“The Firth bias correction, penalization, and weakly informative priors: A case for log-F priors in logistic and related regressions”

Sander Greenland sent me this paper that he wrote with Mohammad Ali Mansournia, which discusses possible penalty functions for penalized maximum likelihood or, equivalently, possible prior distributions for Bayesian posterior mode estimation, in the context of logistic regression. Greenland and Mansournia write:

We consider some questions that arise when considering alternative penalties . . . Taking simplicity of implementation and interpretation as our chief criteria, we propose that the log-F(1,1) prior provides a better default penalty than other proposals. Penalization based on more general log-F priors is trivial to implement and facilitates sensitivity analyses of penalty strength the number of added observations (prior degrees of freedom) are varied.

Greenland and Mansournia talk a lot about the penalty function of Firth (1993) and of Jeffreys priors but these don’t interest me much except for historical reasons. With a regression model, the form of the likelihood function, and thus the Jeffreys prior, changes every time you add a predictor so it’s hard to envision these as general defaults.

They argue that their log-F prior works better than other alternatives in the literature, including the weakly-informative Cauchy family recommended in my 2008 paper with Jakulin, Pittau, and Su, and implemented in the bayesglm() function (which in turn is soon to be replaced and improved by an implementation in Stan).

I haven’t thought much about different functional forms. The Cauchy prior does this flat thing near the extremes which can work well if occasionally there really are infinite or near-infinite coefficients (which can happen if there is some redundancy in a model) but maybe other families such as log-F could do better for most problems. Also, as discussed in that paper with Jakulin et al., our recommended Cauchy(0,2.5) prior really is too weak in general so I’m open to the idea that there are better default options out there. In my own applied work I’ve been gradually shifting toward the use of stronger priors (indeed, as I’ve noted before, part of this attitude is coming because Sander Greenland convinced me that in many problems the prior information for some parameters can be much stronger than the information available from the data).

Greenland and Mansournia also write that “a properly shifted prior or (more conveniently) no prior be used for intercepts or coefficients that could reasonably have extreme values.” I think this is right, but I’m loath to suggest no prior at all, as this can give degenerate estimates in extreme cases such as data with all successes or all failures. (No one would waste time fitting a logistic regression on such trivial data, but this sort of degenerate pattern can occur in subsets of data, and sometimes a dataset is divided into pieces, with each piece analyzed separately, so we do need to think of how our procedures will work in such cases.) In any case, I agree about translating the model so that coefficients for intercepts and main effects are interpretable. We discussed this point in section 2.1 of our paper.

A lot of the details of this remain up in the air so it’s good to see this new paper by Greenland and Mansournia.

1 thought on ““The Firth bias correction, penalization, and weakly informative priors: A case for log-F priors in logistic and related regressions”

  1. This is interesting.  We’ve done some work revising the PC prior paper looking at the effect of the tails of the prior on the standard deviation on the risk estimates for the normal-normal model (in the Polson and Scott style), and we basically recovered almost identical graphs of the risk for increasing signal size for the half cauchy as we did for the exponential (that we recommended). In fact, the only time the tails of the prior on the standard deviation bothered us at all was in the very high dimensional case, in which case you need the heavier tail for shrinkage (our results are too soft to say *how heavy* the tail needs to be).

    I think the biggest difference between these and the log-F (if I read the paper correctly – I’ve only had a chance to scan it) is that the log-F density is finite at zero, while a half-Cauchy on the standard deviation (or any prior with a non-zero, finite density at zero on the standard deviation) has a logarithmic spike at zero. So the behaviour of the two priors will be very very different, especially in the presence of small signals (where the shrinkage of the half-Cauchy will be severe).

    I look forward to reading the paper more carefully (although Word makes maths ugly…).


• **TASK ITEM**
The records below must be reproduced exactly. Strip out the pictures.

• **RECORDS SHOWN**
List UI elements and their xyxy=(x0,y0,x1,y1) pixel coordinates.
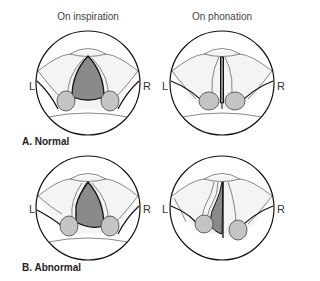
right-label-normal-inspiration: R xyxy=(143,80,151,92)
normal-phonation-view xyxy=(170,31,274,135)
panel-label-normal: A. Normal xyxy=(22,136,69,147)
abnormal-phonation-view xyxy=(170,156,274,260)
left-label-abnormal-inspiration: L xyxy=(29,203,35,215)
left-label-abnormal-phonation: L xyxy=(162,203,168,215)
left-label-normal-phonation: L xyxy=(162,80,168,92)
panel-label-abnormal: B. Abnormal xyxy=(22,262,81,273)
right-label-abnormal-inspiration: R xyxy=(143,203,151,215)
right-label-abnormal-phonation: R xyxy=(277,203,285,215)
abnormal-inspiration-view xyxy=(36,156,140,260)
normal-inspiration-view xyxy=(36,31,140,135)
right-label-normal-phonation: R xyxy=(277,80,285,92)
left-label-normal-inspiration: L xyxy=(29,80,35,92)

• **SOLUTION TO THE EXERCISE**
List UI elements and their xyxy=(x0,y0,x1,y1) pixel coordinates.
right-label-normal-inspiration: R xyxy=(143,80,151,92)
normal-phonation-view xyxy=(170,31,274,135)
panel-label-normal: A. Normal xyxy=(22,136,69,147)
abnormal-phonation-view xyxy=(170,156,274,260)
left-label-abnormal-inspiration: L xyxy=(29,203,35,215)
left-label-abnormal-phonation: L xyxy=(162,203,168,215)
left-label-normal-phonation: L xyxy=(162,80,168,92)
panel-label-abnormal: B. Abnormal xyxy=(22,262,81,273)
right-label-abnormal-inspiration: R xyxy=(143,203,151,215)
right-label-abnormal-phonation: R xyxy=(277,203,285,215)
abnormal-inspiration-view xyxy=(36,156,140,260)
normal-inspiration-view xyxy=(36,31,140,135)
right-label-normal-phonation: R xyxy=(277,80,285,92)
left-label-normal-inspiration: L xyxy=(29,80,35,92)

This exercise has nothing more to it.